One of my older shooting buddies health got bad and he decided to sell ALL of his treasures. So another shooting pard and I told him we wanted it all. Took us close to 2 years to finally get it all bought. He was gracious enough to let us buy as we could. Dropped several K on that deal. Tons of lead, dozens of molds,sizers,lubes,antimony, sizers,presses,primers, powder, jacketed bullets, tens of thousands of gas checks. One lead pot for casting and it was an RCBS.

So that is what I use a large majority of the time, I would say this one is a 90's model. He had worn one out and replaced most parts at least once.
I do now have a lee 10lb pot. IMHO it is in ways better than the 20. I use it for 22's and some 32's.

I really need to step up and get a PID and quit messing around. I had a chance a while back to run one and I was quite impressed with it.

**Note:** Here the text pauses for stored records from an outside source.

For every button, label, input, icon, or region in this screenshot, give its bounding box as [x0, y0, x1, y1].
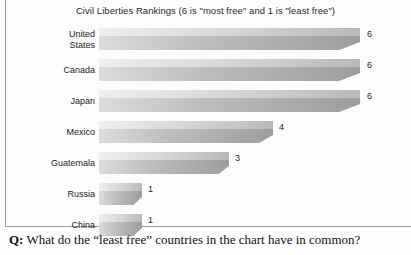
- category-label-line1: China: [71, 220, 95, 230]
- category-label-line1: Guatemala: [51, 158, 95, 168]
- chart-panel: Civil Liberties Rankings (6 is "most fre…: [0, 0, 411, 227]
- page-root: Civil Liberties Rankings (6 is "most fre…: [0, 0, 411, 255]
- bar-canada[interactable]: [99, 59, 360, 81]
- bar-value-united-states: 6: [367, 29, 372, 39]
- bar-top-face: [99, 90, 360, 98]
- bar-russia[interactable]: [99, 183, 142, 205]
- category-label-mexico: Mexico: [10, 127, 95, 138]
- category-label-line1: Russia: [67, 189, 95, 199]
- bar-value-russia: 1: [148, 184, 153, 194]
- question-text: What do the “least free” countries in th…: [26, 232, 360, 247]
- category-label-japan: Japan: [10, 96, 95, 107]
- bar-row-guatemala: Guatemala 3: [0, 149, 411, 177]
- bar-row-canada: Canada 6: [0, 56, 411, 84]
- category-label-line1: Japan: [70, 96, 95, 106]
- bar-mexico[interactable]: [99, 121, 273, 143]
- question-line: Q: What do the “least free” countries in…: [9, 232, 409, 248]
- bar-front-face: [99, 98, 360, 112]
- bar-top-face: [99, 59, 360, 67]
- chart-title: Civil Liberties Rankings (6 is "most fre…: [0, 5, 411, 16]
- category-label-guatemala: Guatemala: [10, 158, 95, 169]
- category-label-russia: Russia: [10, 189, 95, 200]
- bar-top-face: [99, 28, 360, 36]
- bar-front-face: [99, 129, 273, 143]
- bar-top-face: [99, 214, 142, 222]
- bar-top-face: [99, 121, 273, 129]
- bar-value-mexico: 4: [279, 122, 284, 132]
- bar-front-face: [99, 67, 360, 81]
- category-label-line2: States: [10, 39, 95, 50]
- bar-value-japan: 6: [367, 91, 372, 101]
- category-label-line1: Canada: [63, 65, 95, 75]
- bar-japan[interactable]: [99, 90, 360, 112]
- bar-top-face: [99, 183, 142, 191]
- bar-guatemala[interactable]: [99, 152, 229, 174]
- bar-row-russia: Russia 1: [0, 180, 411, 208]
- bar-front-face: [99, 160, 229, 174]
- bar-row-japan: Japan 6: [0, 87, 411, 115]
- category-label-line1: United: [69, 29, 95, 39]
- bar-value-canada: 6: [367, 60, 372, 70]
- category-label-canada: Canada: [10, 65, 95, 76]
- bar-front-face: [99, 36, 360, 50]
- category-label-line1: Mexico: [66, 127, 95, 137]
- chart-plot-area: United States 6 Canada 6: [0, 25, 411, 223]
- question-prefix: Q:: [9, 232, 23, 247]
- category-label-china: China: [10, 220, 95, 231]
- category-label-united-states: United States: [10, 29, 95, 50]
- bar-value-china: 1: [148, 215, 153, 225]
- bar-united-states[interactable]: [99, 28, 360, 50]
- bar-row-mexico: Mexico 4: [0, 118, 411, 146]
- bar-front-face: [99, 191, 142, 205]
- bar-value-guatemala: 3: [235, 153, 240, 163]
- bar-top-face: [99, 152, 229, 160]
- bar-row-united-states: United States 6: [0, 25, 411, 53]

FYI, they all drip at some point. Now that I am dangerous and have a lathe, I have plans for fixing my RCBS.
 

358156 hp

At large, whereabouts unknown.
I run a Lyman Mag20, the older style. After my hassles with Lyman customer service I won't buy another pot from them. Mine was new when I bought it, and went through a spell of burning up heating elements. I now know how to get around Lyman for elements, but I have to bend them myself. No Biggie, it's kind of like bending brake line or other small tubing. When my thermostat (bi-metal controller, actually) croaked, Lyman wanted $120.00 to replace it. Plus shipping. $60.00 later I had built the PID that now gets used on both electric pots, and my heat-treating/powder coating oven. Ironically, I haven't had any more heating element burnouts since I switched to PID. My recommendation? Anybody but Lyman, their lack of customer service is legendary. And give yourself extra points if you find a pot from a reputable maker, and it already has a PID.
 
F

freebullet

Guest
Got a Lee 10 & 20. They both work fine. A pid would be great though.
 

Spindrift

Well-Known Member
I have a lee 10 & 20. Recently got the RCBS easymelt for ladle casting. (At the moment, I do ladle casting only since I have found I get better bullets with lower reject rates). I like it very much, the PID controller is nice- one thing less to worry about. But, at the end of the day, I make just as nice bullets with the Lee. Matter of taste, really.